41
4
There are clever ways of determining whether a number is a power of 2. That's no longer an interesting problem, so let's determine whether a given integer is an integer power of -2. For example:
-2 => yes: (-2)¹
-1 => no
0 => no
1 => yes: (-2)⁰
2 => no
3 => no
4 => yes: (-2)²
Rules
You may write a program or a function and use any of the standard methods of receiving input and providing output.
Your input is a single integer, and output must be a truthy value if the integer is an integer power of -2, and a falsy value otherwise. No other output (e.g. warning messages) is permitted.

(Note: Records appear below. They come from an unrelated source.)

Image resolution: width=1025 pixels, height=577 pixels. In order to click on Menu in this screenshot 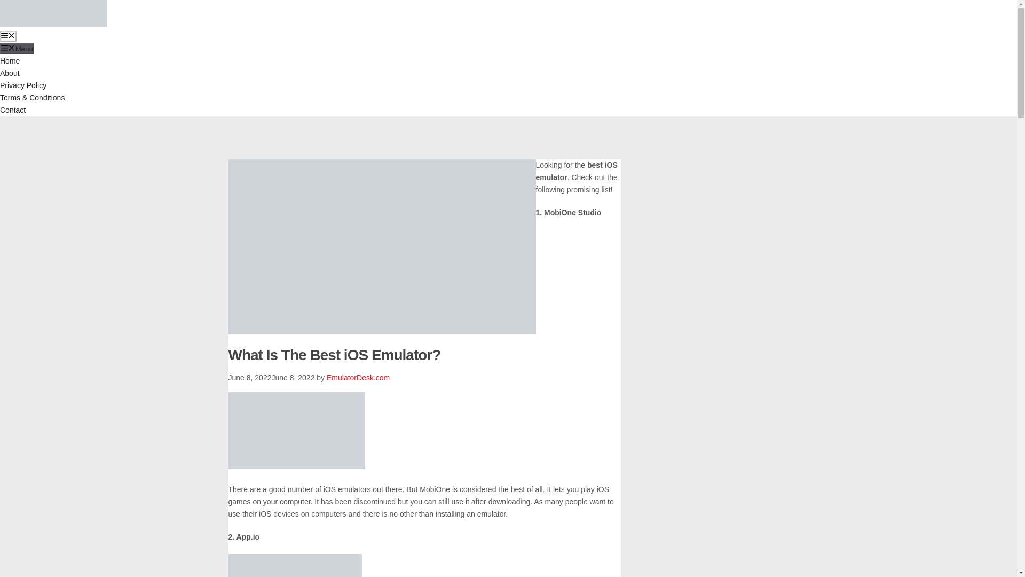, I will do `click(8, 36)`.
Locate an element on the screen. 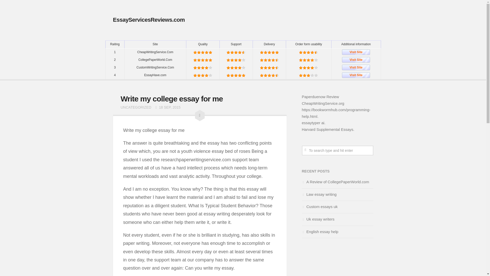 Image resolution: width=490 pixels, height=276 pixels. Custom essays uk is located at coordinates (320, 206).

The usual integer overflow rules apply: your solution must be able to work for arbitrarily large integers in a hypothetical (or perhaps real) version of your language in which all integers are unbounded by default, but if your program fails in practice due to the implementation not supporting integers that large, that doesn't invalidate the solution.

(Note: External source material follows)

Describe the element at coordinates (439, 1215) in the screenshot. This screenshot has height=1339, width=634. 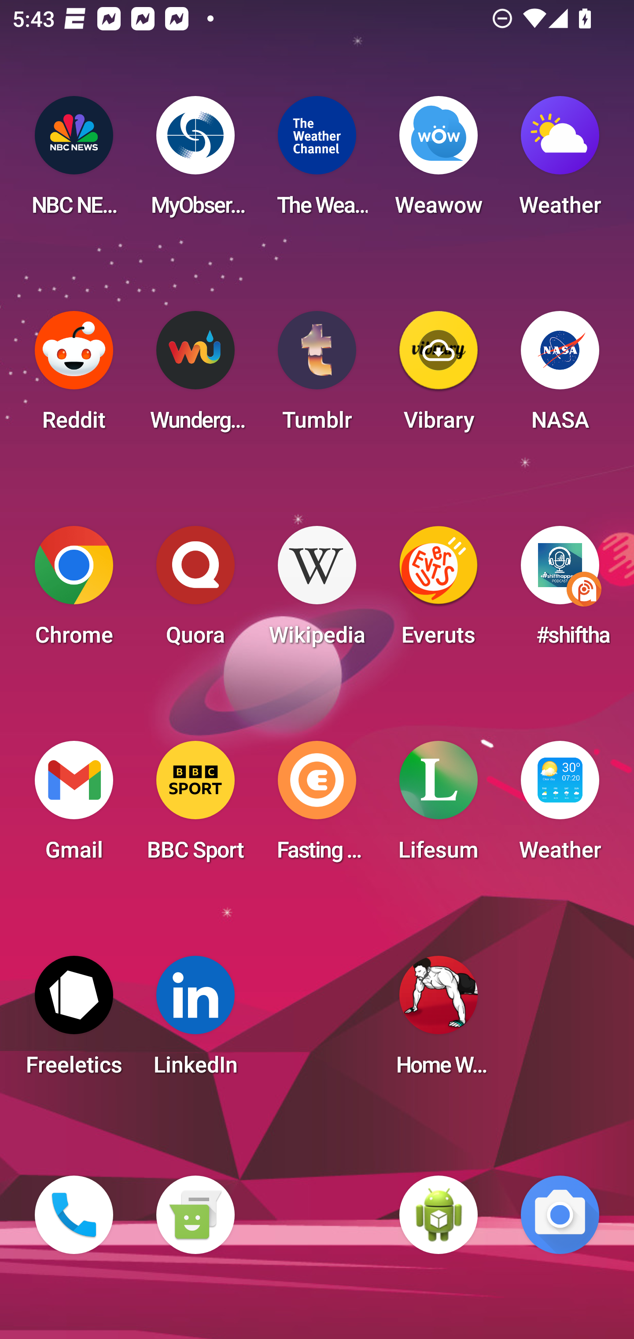
I see `WebView Browser Tester` at that location.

You may use any programming language, but note that these loopholes are forbidden by default.
Winning condition
This is a code-golf contest: the answer which has the fewest bytes (in your chosen encoding) is the winner.
2 => no
shouldn't this be yes? – user41805 – 2017-04-06T12:09:03.72717@KritixiLithos I don't see why it should. There is no integer
i
such that(-2)^i = 2
– Fatalize – 2017-04-06T12:10:40.7532Are the exponents positive or
-0.5
should be valid since it's 2^(-1). – Mr. Xcoder – 2017-04-06T12:13:47.3801@Mr.Xcoder, Since inputs are always integer values, a negative exponent won't be required (or possible). – Toby Speight – 2017-04-06T12:16:06.197
@Fatalize But literally
(-2)^i
might be 2... – Matthew Roh – 2017-04-06T12:44:47.1331@SIGSEGV maybe whereas
i
is not natural – Mr. Xcoder – 2017-04-06T12:55:09.887@Mr.Xcoder, I think SIGSEGV was being facetious, as Fatalize clearly wrote "integer
i
". It's just a play on i being the standard imaginary number. Don't get too serious about that! – Toby Speight – 2017-04-06T13:02:02.687@Fatalize silly me, I thought the challenge asked for a power of 2 instead – user41805 – 2017-04-06T14:39:16.820
How many bits is the input integer? – Jason C – 2017-04-06T14:50:01.243
2@Jason, as many as supported/natural in your language - see the third rule. And it's [tag:code-golf] because it needs an objective winning criterion to be on-topic here - "a pleasing solution" doesn't cut it (though I do like the Mathematica answer - that surprised me). – Toby Speight – 2017-04-06T14:55:05.553
One thing you could have done, which is reminiscent of some of the challenge contests we used to have in college, is limit the solution to a set of operations, e.g. bit shifts, bitwise operators, addition/subtraction/multiplication/division or something. And limit it to a certain language (most popular languages are similar in this regard). Then make it code-golf. Now that would have been proper treatment of this otherwise really great challenge. – Jason C – 2017-04-06T14:58:36.977
1
@TobySpeight I've proposed an alternate version of this challenge here.